Any of the methods disclosed herein may be implemented in hardware, software, firmware or any combination thereof. Where implemented as software, the method steps, acts or operations may be programmed or coded as computer-readable instructions and recorded electronically, magnetically or optically on a fixed or non-transitory computer-readable medium, computer-readable memory, machine-readable memory or computer program product. In other words, the computer-readable memory or computer-readable medium comprises instructions in code which when loaded into a memory and executed on a processor of a computing device cause the computing device to perform one or more of the foregoing method(s).

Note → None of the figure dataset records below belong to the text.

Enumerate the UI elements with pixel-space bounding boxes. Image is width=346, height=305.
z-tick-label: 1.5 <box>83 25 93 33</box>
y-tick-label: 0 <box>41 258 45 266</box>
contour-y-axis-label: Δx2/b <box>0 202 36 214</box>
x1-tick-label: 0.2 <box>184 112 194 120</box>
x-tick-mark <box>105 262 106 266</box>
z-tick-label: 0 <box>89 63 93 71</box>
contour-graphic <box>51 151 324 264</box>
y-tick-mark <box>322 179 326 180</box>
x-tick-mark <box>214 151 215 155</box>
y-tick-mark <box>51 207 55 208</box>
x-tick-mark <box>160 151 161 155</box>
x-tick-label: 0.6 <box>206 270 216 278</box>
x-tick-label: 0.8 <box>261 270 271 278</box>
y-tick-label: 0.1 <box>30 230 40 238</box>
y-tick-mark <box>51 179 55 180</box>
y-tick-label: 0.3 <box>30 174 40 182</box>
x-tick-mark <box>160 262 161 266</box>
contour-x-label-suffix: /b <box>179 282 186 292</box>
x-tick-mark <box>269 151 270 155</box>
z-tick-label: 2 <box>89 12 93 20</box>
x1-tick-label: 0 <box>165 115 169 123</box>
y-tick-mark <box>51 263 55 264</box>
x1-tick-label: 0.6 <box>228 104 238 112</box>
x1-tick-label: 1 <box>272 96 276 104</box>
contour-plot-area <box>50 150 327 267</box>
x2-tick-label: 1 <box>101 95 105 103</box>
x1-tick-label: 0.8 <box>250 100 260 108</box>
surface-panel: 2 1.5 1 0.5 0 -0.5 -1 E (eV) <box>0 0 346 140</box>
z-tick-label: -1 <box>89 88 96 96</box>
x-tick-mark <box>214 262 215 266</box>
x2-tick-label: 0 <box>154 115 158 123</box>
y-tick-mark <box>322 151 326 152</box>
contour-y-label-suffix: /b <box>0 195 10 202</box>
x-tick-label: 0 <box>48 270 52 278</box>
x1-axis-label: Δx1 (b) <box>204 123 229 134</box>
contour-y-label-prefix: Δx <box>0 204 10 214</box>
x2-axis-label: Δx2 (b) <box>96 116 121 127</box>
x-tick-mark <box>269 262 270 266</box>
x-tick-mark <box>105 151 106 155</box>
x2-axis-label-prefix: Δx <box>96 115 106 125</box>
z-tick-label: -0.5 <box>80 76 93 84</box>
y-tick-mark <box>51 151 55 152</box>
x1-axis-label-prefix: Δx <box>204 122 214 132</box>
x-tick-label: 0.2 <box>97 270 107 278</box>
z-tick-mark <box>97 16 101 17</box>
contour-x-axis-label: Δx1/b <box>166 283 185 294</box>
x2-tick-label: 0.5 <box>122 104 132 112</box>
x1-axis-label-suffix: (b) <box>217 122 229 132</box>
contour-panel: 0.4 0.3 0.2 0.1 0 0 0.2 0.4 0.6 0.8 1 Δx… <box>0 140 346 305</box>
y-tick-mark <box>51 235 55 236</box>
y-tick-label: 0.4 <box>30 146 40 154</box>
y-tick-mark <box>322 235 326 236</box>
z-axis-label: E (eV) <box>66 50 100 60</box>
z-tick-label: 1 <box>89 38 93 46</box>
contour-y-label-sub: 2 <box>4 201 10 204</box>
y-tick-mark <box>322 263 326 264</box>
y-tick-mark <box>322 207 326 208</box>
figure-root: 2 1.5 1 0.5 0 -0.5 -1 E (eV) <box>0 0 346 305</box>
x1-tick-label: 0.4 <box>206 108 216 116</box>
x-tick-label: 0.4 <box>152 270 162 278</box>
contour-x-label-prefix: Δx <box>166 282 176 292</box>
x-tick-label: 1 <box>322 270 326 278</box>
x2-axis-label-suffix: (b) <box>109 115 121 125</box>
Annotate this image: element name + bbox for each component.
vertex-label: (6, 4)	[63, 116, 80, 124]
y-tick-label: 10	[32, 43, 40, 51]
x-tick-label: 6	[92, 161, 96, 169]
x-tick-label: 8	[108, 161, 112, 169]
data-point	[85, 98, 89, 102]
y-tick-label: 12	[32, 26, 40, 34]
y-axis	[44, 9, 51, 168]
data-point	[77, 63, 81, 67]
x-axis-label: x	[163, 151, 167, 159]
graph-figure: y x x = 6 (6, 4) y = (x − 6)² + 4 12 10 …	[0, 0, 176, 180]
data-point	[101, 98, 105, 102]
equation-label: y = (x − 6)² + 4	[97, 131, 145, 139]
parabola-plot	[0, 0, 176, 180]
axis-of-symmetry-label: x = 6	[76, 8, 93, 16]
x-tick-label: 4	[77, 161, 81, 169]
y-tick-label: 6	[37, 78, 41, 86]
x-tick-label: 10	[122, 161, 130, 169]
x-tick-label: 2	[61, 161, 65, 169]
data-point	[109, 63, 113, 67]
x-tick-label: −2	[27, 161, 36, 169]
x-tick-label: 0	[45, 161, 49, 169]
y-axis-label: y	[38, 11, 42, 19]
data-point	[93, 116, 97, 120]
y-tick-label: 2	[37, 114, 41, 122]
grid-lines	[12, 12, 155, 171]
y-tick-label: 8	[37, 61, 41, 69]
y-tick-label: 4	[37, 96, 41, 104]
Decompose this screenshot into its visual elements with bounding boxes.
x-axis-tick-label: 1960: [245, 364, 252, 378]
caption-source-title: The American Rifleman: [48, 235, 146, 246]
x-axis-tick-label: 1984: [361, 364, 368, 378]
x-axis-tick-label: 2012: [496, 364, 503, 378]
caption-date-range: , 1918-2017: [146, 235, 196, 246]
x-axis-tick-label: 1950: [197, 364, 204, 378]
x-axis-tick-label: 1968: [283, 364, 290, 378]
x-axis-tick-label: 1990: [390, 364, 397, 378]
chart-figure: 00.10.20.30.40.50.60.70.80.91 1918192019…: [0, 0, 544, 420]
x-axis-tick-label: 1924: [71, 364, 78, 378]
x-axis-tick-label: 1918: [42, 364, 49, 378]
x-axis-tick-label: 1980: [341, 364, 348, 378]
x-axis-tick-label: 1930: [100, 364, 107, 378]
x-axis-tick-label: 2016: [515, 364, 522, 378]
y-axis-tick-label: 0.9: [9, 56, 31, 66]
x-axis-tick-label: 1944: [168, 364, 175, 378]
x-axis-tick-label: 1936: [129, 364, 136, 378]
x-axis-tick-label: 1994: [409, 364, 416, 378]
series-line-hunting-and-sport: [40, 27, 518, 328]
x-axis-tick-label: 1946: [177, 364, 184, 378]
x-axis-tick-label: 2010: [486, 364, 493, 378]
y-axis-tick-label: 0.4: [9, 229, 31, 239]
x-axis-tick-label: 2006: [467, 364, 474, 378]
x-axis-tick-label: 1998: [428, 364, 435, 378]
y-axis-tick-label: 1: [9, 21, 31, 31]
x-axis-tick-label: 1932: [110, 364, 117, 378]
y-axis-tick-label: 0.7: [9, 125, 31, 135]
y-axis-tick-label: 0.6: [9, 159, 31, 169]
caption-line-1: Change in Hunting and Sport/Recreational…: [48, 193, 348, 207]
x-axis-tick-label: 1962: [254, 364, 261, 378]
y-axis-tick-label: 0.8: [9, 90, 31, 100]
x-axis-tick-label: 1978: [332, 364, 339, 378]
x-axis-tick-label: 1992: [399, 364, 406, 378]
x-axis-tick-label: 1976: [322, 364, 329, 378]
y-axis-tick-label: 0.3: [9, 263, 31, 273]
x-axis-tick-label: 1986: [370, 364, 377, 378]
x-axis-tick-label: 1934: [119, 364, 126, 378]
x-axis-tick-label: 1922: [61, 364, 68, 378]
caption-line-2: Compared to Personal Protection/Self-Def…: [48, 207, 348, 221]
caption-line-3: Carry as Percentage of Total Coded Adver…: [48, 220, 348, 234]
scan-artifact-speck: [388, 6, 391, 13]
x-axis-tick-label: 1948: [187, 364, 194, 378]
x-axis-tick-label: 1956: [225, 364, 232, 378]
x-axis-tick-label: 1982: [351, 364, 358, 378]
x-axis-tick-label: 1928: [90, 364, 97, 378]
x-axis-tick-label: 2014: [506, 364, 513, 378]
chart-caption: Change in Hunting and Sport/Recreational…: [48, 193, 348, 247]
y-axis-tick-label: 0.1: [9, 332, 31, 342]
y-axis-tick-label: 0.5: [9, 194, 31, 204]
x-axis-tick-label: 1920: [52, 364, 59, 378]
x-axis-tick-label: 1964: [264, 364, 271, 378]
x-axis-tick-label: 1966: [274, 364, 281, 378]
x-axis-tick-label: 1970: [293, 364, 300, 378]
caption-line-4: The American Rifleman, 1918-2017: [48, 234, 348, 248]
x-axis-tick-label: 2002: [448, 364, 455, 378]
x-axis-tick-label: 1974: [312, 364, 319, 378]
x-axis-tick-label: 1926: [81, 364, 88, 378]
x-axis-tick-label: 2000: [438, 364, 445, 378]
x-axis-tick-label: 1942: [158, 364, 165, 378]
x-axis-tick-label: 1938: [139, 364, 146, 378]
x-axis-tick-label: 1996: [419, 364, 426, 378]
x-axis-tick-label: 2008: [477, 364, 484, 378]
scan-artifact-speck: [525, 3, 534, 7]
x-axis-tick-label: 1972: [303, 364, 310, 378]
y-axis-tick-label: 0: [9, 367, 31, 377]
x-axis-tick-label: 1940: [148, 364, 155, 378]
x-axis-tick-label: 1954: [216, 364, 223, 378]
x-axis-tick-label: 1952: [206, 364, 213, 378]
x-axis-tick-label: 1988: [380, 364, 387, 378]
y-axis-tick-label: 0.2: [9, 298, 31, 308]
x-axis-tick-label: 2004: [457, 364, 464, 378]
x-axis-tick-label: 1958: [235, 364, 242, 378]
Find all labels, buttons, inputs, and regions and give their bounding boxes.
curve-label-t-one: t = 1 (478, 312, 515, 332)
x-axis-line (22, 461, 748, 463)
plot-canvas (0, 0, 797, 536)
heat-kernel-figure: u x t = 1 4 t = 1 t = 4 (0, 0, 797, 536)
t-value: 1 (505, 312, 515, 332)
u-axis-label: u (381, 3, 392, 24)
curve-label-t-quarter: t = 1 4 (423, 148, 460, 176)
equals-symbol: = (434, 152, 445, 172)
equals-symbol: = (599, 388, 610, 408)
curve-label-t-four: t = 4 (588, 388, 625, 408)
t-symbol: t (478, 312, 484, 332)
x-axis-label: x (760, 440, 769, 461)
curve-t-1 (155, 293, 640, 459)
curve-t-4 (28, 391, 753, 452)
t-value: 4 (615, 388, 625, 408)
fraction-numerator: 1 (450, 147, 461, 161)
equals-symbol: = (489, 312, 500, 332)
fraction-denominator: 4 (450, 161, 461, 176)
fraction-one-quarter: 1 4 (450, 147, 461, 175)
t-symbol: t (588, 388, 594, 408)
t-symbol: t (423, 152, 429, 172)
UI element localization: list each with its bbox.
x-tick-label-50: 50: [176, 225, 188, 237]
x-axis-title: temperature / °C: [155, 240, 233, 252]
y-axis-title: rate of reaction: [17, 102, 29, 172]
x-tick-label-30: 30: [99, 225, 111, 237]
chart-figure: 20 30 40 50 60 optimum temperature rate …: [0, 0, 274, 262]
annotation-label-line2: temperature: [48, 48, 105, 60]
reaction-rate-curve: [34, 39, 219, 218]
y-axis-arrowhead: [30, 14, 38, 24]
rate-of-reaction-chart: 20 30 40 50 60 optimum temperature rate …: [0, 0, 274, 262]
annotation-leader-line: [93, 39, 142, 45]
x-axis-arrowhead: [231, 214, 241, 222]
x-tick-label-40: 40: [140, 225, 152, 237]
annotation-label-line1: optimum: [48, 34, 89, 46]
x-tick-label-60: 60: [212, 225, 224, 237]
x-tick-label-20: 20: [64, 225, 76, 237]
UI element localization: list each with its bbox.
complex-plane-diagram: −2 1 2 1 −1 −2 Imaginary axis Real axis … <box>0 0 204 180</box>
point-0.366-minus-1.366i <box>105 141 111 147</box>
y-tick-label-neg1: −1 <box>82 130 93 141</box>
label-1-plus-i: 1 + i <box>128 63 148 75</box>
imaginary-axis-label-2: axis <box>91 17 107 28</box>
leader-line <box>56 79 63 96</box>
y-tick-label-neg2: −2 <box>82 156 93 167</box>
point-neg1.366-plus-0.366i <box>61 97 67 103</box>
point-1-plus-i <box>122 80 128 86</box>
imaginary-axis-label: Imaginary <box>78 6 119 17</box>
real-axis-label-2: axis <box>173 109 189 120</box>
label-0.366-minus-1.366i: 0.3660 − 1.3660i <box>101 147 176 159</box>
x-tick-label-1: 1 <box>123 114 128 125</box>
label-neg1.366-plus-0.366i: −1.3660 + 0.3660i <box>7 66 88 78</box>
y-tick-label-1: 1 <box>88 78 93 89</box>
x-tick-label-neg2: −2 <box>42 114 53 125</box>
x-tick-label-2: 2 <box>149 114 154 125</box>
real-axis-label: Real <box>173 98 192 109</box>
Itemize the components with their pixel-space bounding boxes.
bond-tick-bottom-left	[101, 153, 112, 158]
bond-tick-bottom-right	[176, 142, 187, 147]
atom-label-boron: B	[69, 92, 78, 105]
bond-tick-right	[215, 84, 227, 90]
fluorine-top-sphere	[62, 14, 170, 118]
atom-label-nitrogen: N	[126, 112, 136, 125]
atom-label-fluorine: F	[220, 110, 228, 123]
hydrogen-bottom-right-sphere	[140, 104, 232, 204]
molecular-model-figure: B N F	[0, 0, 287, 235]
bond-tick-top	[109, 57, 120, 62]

A computer-readable medium can be any means that contain, store, communicate, propagate or transport the program for use by or in connection with the instruction execution system, apparatus or device. The computer-readable medium may be electronic, magnetic, optical, electromagnetic, infrared or any semiconductor system or device. For example, computer executable code to perform the methods disclosed herein may be tangibly recorded on a computer-readable medium including, but not limited to, a floppy-disk, a CD-ROM, a DVD, RAM, ROM, EPROM, Flash Memory or any suitable memory card, etc. The method may also be implemented in hardware. A hardware implementation might employ discrete logic circuits having logic gates for implementing logic functions on data signals, an application-specific integrated circuit (ASIC) having appropriate combinational logic gates, a programmable gate array (PGA), a field programmable gate array (FPGA), etc.
This invention has been described in terms of specific embodiments, implementations and configurations which are intended to be exemplary only. Persons of ordinary skill in the art will appreciate, having read this disclosure, that many obvious variations, modifications and refinements may be made without departing from the inventive concept(s) presented herein. The scope of the exclusive right sought by the Applicant(s) is therefore intended to be limited solely by the appended claims.